The third week of a strike involving nearly 15,000 New York City nurses began Monday with little evidence that the two sides in the labor dispute were close to reaching a resolution.
The nurses’ union and representatives of the three hospital systems affected by the strike met late last week for negotiating sessions, but the talks had stalled by Friday night.
The strike began on Jan. 12, with nurses walking out of some of the city’s top hospitals, including NewYork-Presbyterian/Columbia, Montefiore and the main campus of Mount Sinai Hospital, along with two other hospitals in the Mount Sinai system. It is the largest labor action by nurses in the city in decades. Nurses have endured bitter cold on the picket line as temperatures dropped in recent days.
A smaller nurses strike in 2023 lasted only three days before the workers returned to work, having secured significant gains. But this time the hospitals say they have no intention of agreeing to the nurses’ demands.
Here’s what to know about the strike:
What are the latest developments?
Responding to pleas from Mayor Zohran Mamdani and Gov. Kathy Hochul to head back to the bargaining table, the two sides in the New York City nurses’ strike resumed negotiations on Thursday in hopes of returning 15,000 workers to their patients’ bedside.
But by Friday night, the talks had stalled and the two sides did not meet over the weekend.
On Saturday, the chief executive of Mount Sinai, Dr. Brendan G. Carr, released a statement saying that the two sides “remain far apart on a deal.”
Why are the nurses striking?
The nurses have a range of complaints. For years, they have said that many hospital units are chronically understaffed, leaving nurses with too many patients to care for all of them properly. But in recent years, the situation has improved, partly because of the smaller strike in 2023. More nurses were hired, and new nurse-patient ratios were introduced, with penalties imposed on hospitals if they violated the staffing rules.
But hospitals have sought to challenge those gains, in court and at the bargaining table, according to the nurses’ union.
The nurses are also demanding that hospitals increase security at hospital entrances to reduce workplace violence and the risk of mass shootings. Many also want security personnel to take a more active role when patients threaten nurses or attack them.
The nurses also want job security guarantees as hospitals expand the use of artificial intelligence in medical settings.
They are also seeking pay raises. The starting pay for nurses at the affected hospitals ranges from $117,000 to more than $120,000. But the hospitals say that the average nurse is paid about $160,000.
By Thursday, the nurses’ latest bargaining proposal involved pay raises of between 5 and 7 percent each year for the three years of the contract, according to a statement provided by Mount Sinai. That was less than the nurses had previously sought.
“Nurses have said from Day 1 and have demonstrated at the bargaining table that we are willing to negotiate on salaries, but we are not willing to cut corners on patient and nurse safety,” Nancy Hagans, the president of the nurses’ union, the New York State Nurses Association, said on Friday night.
Hospital officials said the hospitals affected by the strike were open and running smoothly and that they were continuing to accept new patients.
How long might the strike last?
The last time nurses in New York City went on strike, in January 2023, the walkout lasted three days. The hospitals may have been surprised at the time: Nurses at a city hospital hadn’t gone on strike in 25 years, according to union officials.
And that strike came against the backdrop of the coronavirus pandemic, when health care workers were hailed as heroes.
But the memory of the pandemic has receded for many.
The hospitals seem more prepared and resolved this time to fight the nurses’ demands. They are spending tens of millions of dollars, at least, on short-term travel nurses. The hospitals, anticipating lean years ahead because of Trump administration policies that will leave New Yorkers uninsured and will reduce federal health care spending in New York State by billions of dollars, say they cannot afford to meet the union’s demands.
For their part, the nurses point to the huge salaries and payouts that senior leaders at top hospitals have received.
What are the hospitals offering the nurses?
Negotiators for the hospitals had offered to give each nurse an additional $4,500 a year for the next three years. The nurses can decide how much of that money goes to their salaries and how much toward their health care, pensions and other benefits, hospital officials said. In interviews, nurses have called that offer unrealistically low and insulting. In recent days, that offer increased slightly.
Who has offered support to the nurses?
Mayor Zohran Mamdani and Senator Bernie Sanders of Vermont appeared Tuesday before thousands of striking nurses in Manhattan who were wearing red and waving noisemakers.
“What this is in fact about is recognizing the worth of each and every nurse in this city,” Mr. Mamdani said. “So I am here to say the same thing that I said on the first day of this strike, which is that we are encouraging everyone to return to that bargaining table.”
Samantha Latson and Jeffery C. Mays contributed reporting.
Joseph Goldstein covers health care in New York for The Times, following years of criminal justice and police reporting.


WORK ITEM ::
Write out each line below exactly as it appears.

EXTRACTED ENTRIES ::

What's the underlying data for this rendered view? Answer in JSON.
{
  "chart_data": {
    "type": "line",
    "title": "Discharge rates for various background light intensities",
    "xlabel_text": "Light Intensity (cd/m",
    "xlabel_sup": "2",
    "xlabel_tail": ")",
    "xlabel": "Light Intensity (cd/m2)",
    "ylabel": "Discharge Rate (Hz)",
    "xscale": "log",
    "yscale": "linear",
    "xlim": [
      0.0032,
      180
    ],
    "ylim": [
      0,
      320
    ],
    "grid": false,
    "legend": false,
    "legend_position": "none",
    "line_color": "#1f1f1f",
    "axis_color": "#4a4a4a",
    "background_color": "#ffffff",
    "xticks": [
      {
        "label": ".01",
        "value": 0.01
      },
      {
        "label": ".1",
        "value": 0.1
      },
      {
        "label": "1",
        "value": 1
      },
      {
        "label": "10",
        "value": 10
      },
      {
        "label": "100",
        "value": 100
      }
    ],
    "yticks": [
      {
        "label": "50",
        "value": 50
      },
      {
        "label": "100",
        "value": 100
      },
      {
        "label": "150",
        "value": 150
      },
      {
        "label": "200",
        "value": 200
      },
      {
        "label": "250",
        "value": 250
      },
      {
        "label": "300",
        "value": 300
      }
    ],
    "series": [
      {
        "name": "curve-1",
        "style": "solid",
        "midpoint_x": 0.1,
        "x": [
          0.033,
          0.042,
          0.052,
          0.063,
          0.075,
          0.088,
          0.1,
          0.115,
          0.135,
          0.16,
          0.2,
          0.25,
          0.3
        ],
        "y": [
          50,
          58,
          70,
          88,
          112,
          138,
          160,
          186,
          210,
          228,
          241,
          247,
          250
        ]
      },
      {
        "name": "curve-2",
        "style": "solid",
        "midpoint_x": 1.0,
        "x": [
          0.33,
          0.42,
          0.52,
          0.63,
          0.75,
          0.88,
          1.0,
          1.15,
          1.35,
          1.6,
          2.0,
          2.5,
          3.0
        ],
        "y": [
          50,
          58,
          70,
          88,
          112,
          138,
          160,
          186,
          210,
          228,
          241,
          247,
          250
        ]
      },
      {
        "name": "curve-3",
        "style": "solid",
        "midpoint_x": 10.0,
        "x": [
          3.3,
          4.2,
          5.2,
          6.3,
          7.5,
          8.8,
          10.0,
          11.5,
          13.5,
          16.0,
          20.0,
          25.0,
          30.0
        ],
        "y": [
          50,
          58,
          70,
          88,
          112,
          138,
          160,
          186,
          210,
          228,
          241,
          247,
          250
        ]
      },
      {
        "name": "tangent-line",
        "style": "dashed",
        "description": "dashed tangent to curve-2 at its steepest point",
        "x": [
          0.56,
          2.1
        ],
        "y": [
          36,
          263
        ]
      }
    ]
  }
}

WRITTEN SOLUTION ::
What's the underlying data for this rendered view? Answer in JSON.
{
  "chart_data": {
    "type": "line",
    "title": "Discharge rates for various background light intensities",
    "xlabel_text": "Light Intensity (cd/m",
    "xlabel_sup": "2",
    "xlabel_tail": ")",
    "xlabel": "Light Intensity (cd/m2)",
    "ylabel": "Discharge Rate (Hz)",
    "xscale": "log",
    "yscale": "linear",
    "xlim": [
      0.0032,
      180
    ],
    "ylim": [
      0,
      320
    ],
    "grid": false,
    "legend": false,
    "legend_position": "none",
    "line_color": "#1f1f1f",
    "axis_color": "#4a4a4a",
    "background_color": "#ffffff",
    "xticks": [
      {
        "label": ".01",
        "value": 0.01
      },
      {
        "label": ".1",
        "value": 0.1
      },
      {
        "label": "1",
        "value": 1
      },
      {
        "label": "10",
        "value": 10
      },
      {
        "label": "100",
        "value": 100
      }
    ],
    "yticks": [
      {
        "label": "50",
        "value": 50
      },
      {
        "label": "100",
        "value": 100
      },
      {
        "label": "150",
        "value": 150
      },
      {
        "label": "200",
        "value": 200
      },
      {
        "label": "250",
        "value": 250
      },
      {
        "label": "300",
        "value": 300
      }
    ],
    "series": [
      {
        "name": "curve-1",
        "style": "solid",
        "midpoint_x": 0.1,
        "x": [
          0.033,
          0.042,
          0.052,
          0.063,
          0.075,
          0.088,
          0.1,
          0.115,
          0.135,
          0.16,
          0.2,
          0.25,
          0.3
        ],
        "y": [
          50,
          58,
          70,
          88,
          112,
          138,
          160,
          186,
          210,
          228,
          241,
          247,
          250
        ]
      },
      {
        "name": "curve-2",
        "style": "solid",
        "midpoint_x": 1.0,
        "x": [
          0.33,
          0.42,
          0.52,
          0.63,
          0.75,
          0.88,
          1.0,
          1.15,
          1.35,
          1.6,
          2.0,
          2.5,
          3.0
        ],
        "y": [
          50,
          58,
          70,
          88,
          112,
          138,
          160,
          186,
          210,
          228,
          241,
          247,
          250
        ]
      },
      {
        "name": "curve-3",
        "style": "solid",
        "midpoint_x": 10.0,
        "x": [
          3.3,
          4.2,
          5.2,
          6.3,
          7.5,
          8.8,
          10.0,
          11.5,
          13.5,
          16.0,
          20.0,
          25.0,
          30.0
        ],
        "y": [
          50,
          58,
          70,
          88,
          112,
          138,
          160,
          186,
          210,
          228,
          241,
          247,
          250
        ]
      },
      {
        "name": "tangent-line",
        "style": "dashed",
        "description": "dashed tangent to curve-2 at its steepest point",
        "x": [
          0.56,
          2.1
        ],
        "y": [
          36,
          263
        ]
      }
    ]
  }
}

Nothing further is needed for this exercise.